A lot of the time people talk about humour in reference to your work. Surely humour is part of your work, but works such as The Wall speak about our times – walls being quite a strong symbol in today’s political landscape. How would you then define your use of humour?

For me, humour is a sign of intelligence. I always prefer people who speak about serious things with a smile on their face. I am wary of people who never smile. Humour is the only hope we have to confront tragic ideas and events in our lives, in a more light-hearted way. Speaking about the world now, what Trump wants to do…building the wall and so on. It’s very sad. But you don’t have to take that sadness into your work, it can also go a different way. My work is very colorful, it’s funny, I find each of my works highly philosophical. People might think it’s just funny, or it’s just humour, and I don’t care, it’s fine, but for me it’s often more serious than that: I want to work with themes that we are confronted with today.

I am also working on a photograph that I’ll take in the Swiss mountains, it’s about global warming. I had to work with the idea of global warming and how to put that complex idea into a simple photo. I try to pick out scenes that are pertinent to today and include them in my work, and global warming is something that we have to deal with in the next decades, it’s not something that will disappear.


From the series Art Freaks. Installation view, 2016. NRW-Forum Düsseldorf, Germany. Courtesy of the artist and Metro Pictures, New York

 

Looking at works such as Art Freaks, they pretty explicitly engage with art history. What do you think is your relationship to those artists who came before you?

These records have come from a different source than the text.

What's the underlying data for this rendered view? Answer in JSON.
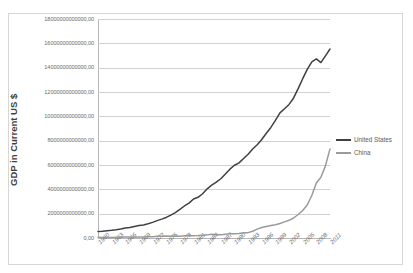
{
  "chart_data": {
    "type": "line",
    "title": "2012",
    "xlabel": "",
    "ylabel": "GDP in Current US $",
    "ylim": [
      0,
      18000000000000
    ],
    "xlim": [
      1960,
      2011
    ],
    "grid": true,
    "legend_position": "right",
    "ytick_labels": [
      "18000000000000,00",
      "16000000000000,00",
      "14000000000000,00",
      "12000000000000,00",
      "10000000000000,00",
      "8000000000000,00",
      "6000000000000,00",
      "4000000000000,00",
      "2000000000000,00",
      "0,00"
    ],
    "ytick_values": [
      18000000000000,
      16000000000000,
      14000000000000,
      12000000000000,
      10000000000000,
      8000000000000,
      6000000000000,
      4000000000000,
      2000000000000,
      0
    ],
    "xtick_labels": [
      "1960",
      "1963",
      "1966",
      "1969",
      "1972",
      "1975",
      "1978",
      "1981",
      "1984",
      "1987",
      "1990",
      "1993",
      "1996",
      "1999",
      "2002",
      "2005",
      "2008",
      "2011"
    ],
    "x": [
      1960,
      1961,
      1962,
      1963,
      1964,
      1965,
      1966,
      1967,
      1968,
      1969,
      1970,
      1971,
      1972,
      1973,
      1974,
      1975,
      1976,
      1977,
      1978,
      1979,
      1980,
      1981,
      1982,
      1983,
      1984,
      1985,
      1986,
      1987,
      1988,
      1989,
      1990,
      1991,
      1992,
      1993,
      1994,
      1995,
      1996,
      1997,
      1998,
      1999,
      2000,
      2001,
      2002,
      2003,
      2004,
      2005,
      2006,
      2007,
      2008,
      2009,
      2010,
      2011
    ],
    "series": [
      {
        "name": "United States",
        "color": "#404040",
        "values": [
          543300000000,
          563300000000,
          605100000000,
          638600000000,
          685800000000,
          743700000000,
          815000000000,
          861700000000,
          942500000000,
          1019900000000,
          1075884000000,
          1167770000000,
          1282449000000,
          1428549000000,
          1548825000000,
          1688923000000,
          1877587000000,
          2085951000000,
          2356571000000,
          2632143000000,
          2862505000000,
          3210956000000,
          3344991000000,
          3638137000000,
          4040693000000,
          4346734000000,
          4590155000000,
          4870217000000,
          5252629000000,
          5657693000000,
          5979589000000,
          6174043000000,
          6539299000000,
          6878718000000,
          7308755000000,
          7664060000000,
          8100201000000,
          8608515000000,
          9089168000000,
          9660624000000,
          10284779000000,
          10621824000000,
          10977514000000,
          11510670000000,
          12274928000000,
          13093726000000,
          13855888000000,
          14477635000000,
          14718582000000,
          14418739000000,
          14964372000000,
          15533825000000
        ]
      },
      {
        "name": "China",
        "color": "#9a9a9a",
        "values": [
          59716000000,
          50056000000,
          47209000000,
          50707000000,
          59708000000,
          70436000000,
          76720000000,
          72882000000,
          70846000000,
          79706000000,
          91506000000,
          98562000000,
          112160000000,
          136770000000,
          142250000000,
          161160000000,
          151630000000,
          172350000000,
          148180000000,
          178280000000,
          189400000000,
          194110000000,
          203180000000,
          228460000000,
          257430000000,
          306670000000,
          297830000000,
          270370000000,
          309520000000,
          343970000000,
          356940000000,
          379470000000,
          422660000000,
          440500000000,
          559220000000,
          728010000000,
          856080000000,
          952650000000,
          1019480000000,
          1083280000000,
          1198480000000,
          1324810000000,
          1453830000000,
          1640960000000,
          1931640000000,
          2256900000000,
          2712950000000,
          3494230000000,
          4521830000000,
          4990230000000,
          5930500000000,
          7321990000000
        ]
      }
    ]
  },
  "legend": {
    "items": [
      {
        "label": "United States",
        "color": "#404040"
      },
      {
        "label": "China",
        "color": "#9a9a9a"
      }
    ]
  }
}
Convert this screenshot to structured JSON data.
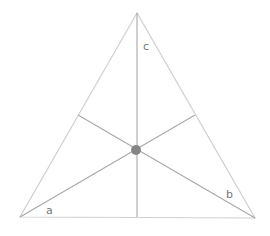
{
  "diagram": {
    "type": "triangle-medians-centroid",
    "labels": {
      "a": "a",
      "b": "b",
      "c": "c"
    },
    "colors": {
      "triangle": "#d0d0d0",
      "medians": "#a8a8a8",
      "centroid": "#858585",
      "label": "#777777"
    }
  }
}
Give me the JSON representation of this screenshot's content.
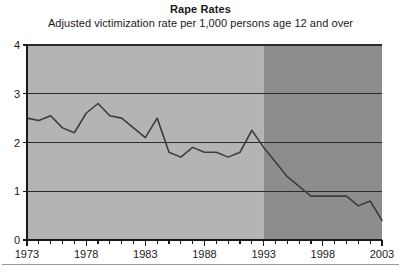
{
  "chart_data": {
    "type": "line",
    "title": "Rape Rates",
    "subtitle": "Adjusted victimization rate per 1,000 persons age 12 and over",
    "xlabel": "",
    "ylabel": "",
    "xlim": [
      1973,
      2003
    ],
    "ylim": [
      0,
      4
    ],
    "yticks": [
      0,
      1,
      2,
      3,
      4
    ],
    "ytick_labels": [
      "0",
      "1",
      "2",
      "3",
      "4"
    ],
    "xticks": [
      1973,
      1978,
      1983,
      1988,
      1993,
      1998,
      2003
    ],
    "xtick_labels": [
      "1973",
      "1978",
      "1983",
      "1988",
      "1993",
      "1998",
      "2003"
    ],
    "xtick_minor_interval": 1,
    "grid": "horizontal",
    "legend": "none",
    "line_color": "#3d3d3d",
    "line_width": 1.6,
    "plot_bg_light": "#b4b4b4",
    "plot_bg_dark": "#8d8d8d",
    "shade_split_year": 1993,
    "axis_color": "#1a1a1a",
    "x": [
      1973,
      1974,
      1975,
      1976,
      1977,
      1978,
      1979,
      1980,
      1981,
      1982,
      1983,
      1984,
      1985,
      1986,
      1987,
      1988,
      1989,
      1990,
      1991,
      1992,
      1993,
      1994,
      1995,
      1996,
      1997,
      1998,
      1999,
      2000,
      2001,
      2002,
      2003
    ],
    "values": [
      2.5,
      2.45,
      2.55,
      2.3,
      2.2,
      2.6,
      2.8,
      2.55,
      2.5,
      2.3,
      2.1,
      2.5,
      1.8,
      1.7,
      1.9,
      1.8,
      1.8,
      1.7,
      1.8,
      2.25,
      1.9,
      1.6,
      1.3,
      1.1,
      0.9,
      0.9,
      0.9,
      0.9,
      0.7,
      0.8,
      0.4
    ],
    "series": [
      {
        "name": "Adjusted victimization rate per 1,000 persons age 12 and over",
        "values": [
          2.5,
          2.45,
          2.55,
          2.3,
          2.2,
          2.6,
          2.8,
          2.55,
          2.5,
          2.3,
          2.1,
          2.5,
          1.8,
          1.7,
          1.9,
          1.8,
          1.8,
          1.7,
          1.8,
          2.25,
          1.9,
          1.6,
          1.3,
          1.1,
          0.9,
          0.9,
          0.9,
          0.9,
          0.7,
          0.8,
          0.4
        ]
      }
    ]
  }
}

As an artist I am surely influenced by what moves around me. Today, so much art is produced, but it’s just a remake of something that has been done before. The same happens in music and fashion, which makes me realize that no new invention is really possible. The time of “pioneer works” is over; all the more so in contemporary art. I really believe that being truly “original” is no longer possible. The originality that Cindy Sherman had for example, it’s probably not possible to do anything like that anymore. But it doesn’t matter. Honestly, I really believe that an artist’s own language is what really matters.

 

Olaf Breuning, My Opening, (2015) Graphite on paper 49 1/8 x 63 1/2 inches 124.8 x 161.3 cm. Courtesy of the artist and Metro Pictures, New York

 

You have often been critical of the contemporary art world. How would you describe your relationship with contemporary art?

I’d say it’s a love-hate relationship. Artists have only one brain and we can only do so much, and reinvent ourselves so much, and the art world around us is fucking crazy. It’s just never-ending, people I met ten years ago have a completely different -taste in art than they did when I met them. As an artist you sit there asking yourself: what do I do? It’s very confusing. So that’s the “hate” part. But it’s what it is, and that’s what’s being an artist, you have your own language and sometimes it fits into the whole scene around you or it fits less. The artist’s always on thin ice.